What struck me more though was the fact that a big part of the scientific establishment of the day attempted to prevent him being published.

Their attitude seemed to be: 'if he's right then what we've learned and what we're teaching is wrong, therefore, he must be stopped'

I remember thinking - if Velikovski's as wrong as they say, then surely, once published, the experts of the day would be able to pick him apart and he would become a laughing stock.

How reminiscent of the attitude of some of today's establishment AGW alarmist 'scientists'!

Jan 7, 2012 at 6:24 PM | Unregistered CommenterDougS

@Dave Salt
Feynman and Dyson were reported good friends so they might well have been kindred spirtits I don't know of any pronouncements by Feynman on AGW though. Can reccomend his anecdotal book "Surely youre joking Mr Feynman" . Multi talented guy. Played the bongo drums :-)

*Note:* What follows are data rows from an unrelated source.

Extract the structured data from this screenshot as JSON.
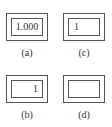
{
  "panels": [
    {
      "id": "a",
      "caption": "(a)",
      "value": "1.000",
      "align": "center"
    },
    {
      "id": "b",
      "caption": "(b)",
      "value": "1",
      "align": "right"
    },
    {
      "id": "c",
      "caption": "(c)",
      "value": "1",
      "align": "left"
    },
    {
      "id": "d",
      "caption": "(d)",
      "value": "",
      "align": "none"
    }
  ]
}
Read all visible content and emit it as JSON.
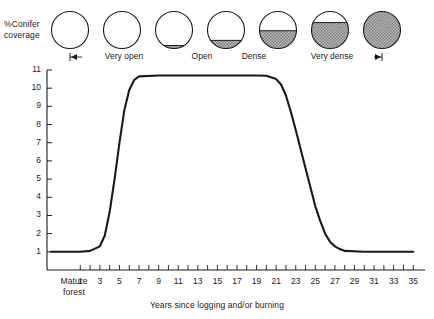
{
  "labels": {
    "y_axis_title": "%Conifer coverage",
    "y_axis_title_line1": "%Conifer",
    "y_axis_title_line2": "coverage",
    "x_axis_caption": "Years since logging and/or burning",
    "origin_label_line1": "Mature",
    "origin_label_line2": "forest"
  },
  "colors": {
    "line": "#1a1a1a",
    "axis": "#1a1a1a",
    "fill": "#9a9a9a",
    "background": "#ffffff"
  },
  "density_legend": [
    {
      "label": "",
      "fill_fraction": 0.0
    },
    {
      "label": "",
      "fill_fraction": 0.0
    },
    {
      "label": "",
      "fill_fraction": 0.08
    },
    {
      "label": "",
      "fill_fraction": 0.22
    },
    {
      "label": "",
      "fill_fraction": 0.48
    },
    {
      "label": "",
      "fill_fraction": 0.7
    },
    {
      "label": "",
      "fill_fraction": 1.0
    }
  ],
  "density_brackets": [
    {
      "label": "Very open",
      "start_circle": 1,
      "end_circle": 3
    },
    {
      "label": "Open",
      "start_circle": 3,
      "end_circle": 4
    },
    {
      "label": "Dense",
      "start_circle": 4,
      "end_circle": 5
    },
    {
      "label": "Very dense",
      "start_circle": 5,
      "end_circle": 7
    }
  ],
  "chart_data": {
    "type": "line",
    "title": "",
    "xlabel": "Years since logging and/or burning",
    "ylabel": "%Conifer coverage",
    "xlim": [
      -2,
      36
    ],
    "ylim": [
      0,
      11
    ],
    "grid": false,
    "legend": "none",
    "y_ticks": [
      1,
      2,
      3,
      4,
      5,
      6,
      7,
      8,
      9,
      10,
      11
    ],
    "y_tick_labels": [
      "1",
      "2",
      "3",
      "4",
      "5",
      "6",
      "7",
      "8",
      "9",
      "10",
      "11"
    ],
    "x_ticks": [
      1,
      2,
      3,
      4,
      5,
      6,
      7,
      8,
      9,
      10,
      11,
      12,
      13,
      14,
      15,
      16,
      17,
      18,
      19,
      20,
      21,
      22,
      23,
      24,
      25,
      26,
      27,
      28,
      29,
      30,
      31,
      32,
      33,
      34,
      35
    ],
    "x_tick_labels": [
      "1",
      "3",
      "5",
      "7",
      "9",
      "11",
      "13",
      "15",
      "17",
      "19",
      "21",
      "23",
      "25",
      "27",
      "29",
      "31",
      "33",
      "35"
    ],
    "x_labeled_ticks": [
      1,
      3,
      5,
      7,
      9,
      11,
      13,
      15,
      17,
      19,
      21,
      23,
      25,
      27,
      29,
      31,
      33,
      35
    ],
    "x_special_label": "Mature forest",
    "series": [
      {
        "name": "Conifer coverage",
        "x": [
          -2,
          -1,
          0,
          1,
          2,
          3,
          3.5,
          4,
          4.5,
          5,
          5.5,
          6,
          6.5,
          7,
          9,
          11,
          13,
          15,
          17,
          19,
          20,
          21,
          21.5,
          22,
          22.5,
          23,
          24,
          25,
          25.5,
          26,
          26.5,
          27,
          27.5,
          28,
          30,
          32,
          34,
          35
        ],
        "values": [
          1,
          1,
          1,
          1,
          1.05,
          1.3,
          1.9,
          3.2,
          5.0,
          7.0,
          8.8,
          9.9,
          10.45,
          10.65,
          10.7,
          10.7,
          10.7,
          10.7,
          10.7,
          10.7,
          10.68,
          10.5,
          10.2,
          9.6,
          8.7,
          7.7,
          5.6,
          3.5,
          2.7,
          2.0,
          1.55,
          1.3,
          1.15,
          1.05,
          1.0,
          1.0,
          1.0,
          1.0
        ]
      }
    ]
  }
}
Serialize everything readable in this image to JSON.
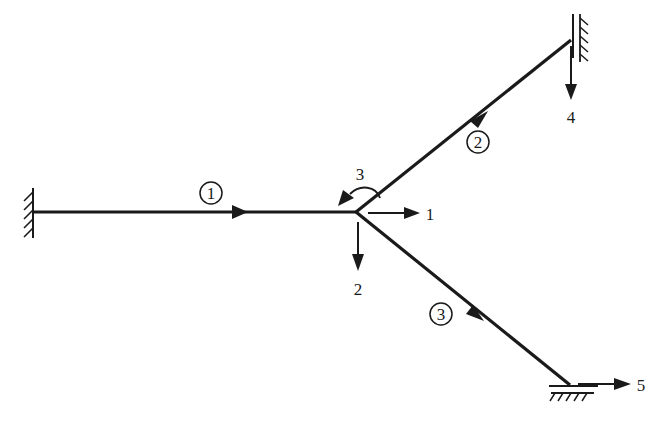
{
  "diagram": {
    "title": "",
    "type": "structural frame with three members and degrees of freedom",
    "colors": {
      "line": "#1a1a1a",
      "background": "#ffffff"
    },
    "nodes": {
      "center_joint": {
        "x": 356,
        "y": 212
      },
      "left_support": {
        "x": 34,
        "y": 212,
        "type": "fixed"
      },
      "top_right_support": {
        "x": 571,
        "y": 40,
        "type": "roller-vertical"
      },
      "bottom_right_support": {
        "x": 570,
        "y": 385,
        "type": "roller-horizontal"
      }
    },
    "members": [
      {
        "id": "1",
        "label": "1",
        "label_pos": {
          "x": 211,
          "y": 199
        }
      },
      {
        "id": "2",
        "label": "2",
        "label_pos": {
          "x": 478,
          "y": 147
        }
      },
      {
        "id": "3",
        "label": "3",
        "label_pos": {
          "x": 441,
          "y": 316
        }
      }
    ],
    "dofs": [
      {
        "id": "1",
        "label": "1",
        "direction": "horizontal-right",
        "at": "center_joint"
      },
      {
        "id": "2",
        "label": "2",
        "direction": "vertical-down",
        "at": "center_joint"
      },
      {
        "id": "3",
        "label": "3",
        "direction": "rotation",
        "at": "center_joint"
      },
      {
        "id": "4",
        "label": "4",
        "direction": "vertical-down",
        "at": "top_right_support"
      },
      {
        "id": "5",
        "label": "5",
        "direction": "horizontal-right",
        "at": "bottom_right_support"
      }
    ]
  }
}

Jan 7, 2012 at 7:45 PM | Unregistered CommenterHengist McStone

mydogsgotnonose

BBD: Hansen's 1984 and 1988 papers use 4.2 K CO2 climate sensitivity based on palaeoclimate comparison.

Wrong. The very first line of Hansen et al. (1988) reads:

We use a three-dimensional climate model, the Goddard Institute for Space Studies (GISS) model II with 8 deg by 10 deg horizontal resolution to stimulate the global climate effects of time-dependent variations of atmospheric trace gasses and aerosols.

Worrying.

Unfortunately, the 1997 revelation that CO2 lags T meant that he had to find (1) another delta tsi amplification process [in 1985 he claimed it's 'albedo flip of wet vs dry ice] and (2) to calibrate climate sensitivity against post industrial warming. This is why we had the fake hockey sticks and the MWP was 'disappeared'.

Nobody - including Hansen - argues that CO2 initated the Holocene. That would be Milankovitch forcing (100ka eccentricity and axial tilt operating in concert). That you should argue this shows that you are ignorant of the basics. Really worrying.

The discovery in 2007 that the end of the last ice age started with regional warming in the Southern hemisphere, particularly the deep Southern Ocean shows that the mechanism of delta tsi amplification is something different - it's phytoplankton blooms. There is ample evidence that such events trigger the end of ice ages, including when it was 41 ky period.

Phytoplankton blooms cause an increase in cloud albedo and cooling. You have this back to front. See Kruger and Grassl (2011) Southern Ocean phytoplankton increases cloud albedo and reduces precipitation.

And where is this 'ample evidence' you are always going on about? I've asked you more than once and you never provide any references.

I don't think you know what you are talking about.